For years we have been yapping at you about rotating and reaching and a quiet upper body and no bobbing or bouncing or leaning or rocking...well sometimes you have to do these (bad) things to make your canoe go.
I recently read a very nice little article on cycling. I know you are thinking "who cares Brent, cycling is not paddling!!". Actually it is, without the fixed fulcrum or pivot. Imagine pedaling with one leg...I mean that. You push down and pull through the bottom then you try to rest on the upstroke with the momentum of the stroke. Cycling is paddling both sides at once, a bit like kayak.
Anyway the thing that was interesting about the article was the idea that we must balance "effectiveness" against "efficiency". Effectiveness is the capacity to make your canoe go fast and efficiency is the capacity to make your canoe go well over time. Some strokes tend to favour effectiveness but cannot be maintained while some tend to favour efficiency but lose something in the effectiveness category. Paddling is a balance like life.
I have been a proponent of efficiency over effectiveness. I believe that it is better to be efficient than to be effective at any given moment. More for less... I start there.
But there is a time for that ragged effort that is NOT efficient, NOT pretty, NOT technically correct, and that needs to be in your quiver of paddle tricks too. This is the capacity to go all out without any consideration of how it looks or feels or whether it is sustainable; max effort. Huge explosive efforts that look like sh*te but are the culmination of everything you know about canoeing at an instant...BANG! And BANG again!!
If you are wondering why we have not worked on this before, I can say that I believe you need to reduce the variables and increase the constants before you begin to reintroduce variables that are dictated by physical capacity, by psychological hardness, by guts. I think you start with good technique and then teach a departure from it to achieve an extraordinary output. Think of it as desperation paddling. Some of you have not seized it yet.

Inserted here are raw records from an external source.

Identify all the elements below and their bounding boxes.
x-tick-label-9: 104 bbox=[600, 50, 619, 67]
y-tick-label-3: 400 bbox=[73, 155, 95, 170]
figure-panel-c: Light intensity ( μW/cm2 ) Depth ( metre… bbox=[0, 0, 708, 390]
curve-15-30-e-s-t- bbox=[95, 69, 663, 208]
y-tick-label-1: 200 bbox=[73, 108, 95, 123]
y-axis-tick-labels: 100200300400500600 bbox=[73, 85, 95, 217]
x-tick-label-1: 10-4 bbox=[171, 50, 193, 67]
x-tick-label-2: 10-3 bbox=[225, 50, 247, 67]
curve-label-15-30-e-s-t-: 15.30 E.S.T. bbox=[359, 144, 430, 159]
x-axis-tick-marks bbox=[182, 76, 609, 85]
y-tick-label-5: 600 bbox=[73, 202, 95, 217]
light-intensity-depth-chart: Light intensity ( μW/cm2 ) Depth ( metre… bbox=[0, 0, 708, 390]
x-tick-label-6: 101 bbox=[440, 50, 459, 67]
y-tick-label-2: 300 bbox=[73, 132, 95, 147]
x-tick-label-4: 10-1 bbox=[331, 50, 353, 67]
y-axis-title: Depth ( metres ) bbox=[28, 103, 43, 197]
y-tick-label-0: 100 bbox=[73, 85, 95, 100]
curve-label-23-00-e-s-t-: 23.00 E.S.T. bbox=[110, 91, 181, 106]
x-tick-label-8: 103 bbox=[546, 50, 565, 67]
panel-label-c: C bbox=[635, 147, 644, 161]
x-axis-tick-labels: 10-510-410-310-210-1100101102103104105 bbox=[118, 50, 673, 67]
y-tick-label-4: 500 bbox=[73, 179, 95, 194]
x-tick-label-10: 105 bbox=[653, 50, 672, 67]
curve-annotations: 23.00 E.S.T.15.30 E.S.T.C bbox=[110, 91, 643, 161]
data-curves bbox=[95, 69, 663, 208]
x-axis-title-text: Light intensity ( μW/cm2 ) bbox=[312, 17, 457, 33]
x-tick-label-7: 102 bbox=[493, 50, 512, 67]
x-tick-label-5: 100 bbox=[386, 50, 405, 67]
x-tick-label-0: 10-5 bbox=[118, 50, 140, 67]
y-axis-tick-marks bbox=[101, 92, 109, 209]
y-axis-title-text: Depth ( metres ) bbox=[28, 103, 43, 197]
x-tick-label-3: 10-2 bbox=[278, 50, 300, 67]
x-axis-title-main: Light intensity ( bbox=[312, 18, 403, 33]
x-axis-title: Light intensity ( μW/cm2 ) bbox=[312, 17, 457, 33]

The boys muscle the stroke. The girls don't have the muscle and so have to go BIG to make their canoe go. You can paddle all day at 90% and 60 strokes a minute. But can you catch a wave? Can you bury a competitor? Can you show them you are better, stronger, want it more?? Show them you are better! Challenge!!
We have tried to teach you stroke flexibility. We want you to be able to "tap into" that extraordinary stroke when you need it. You need to be able to go from 60 SPM to 80+ SPM in an instant. Do what you have to do to make your canoe fast. Go to the "ragged edge"!!
Add reckless paddling to your arsenal.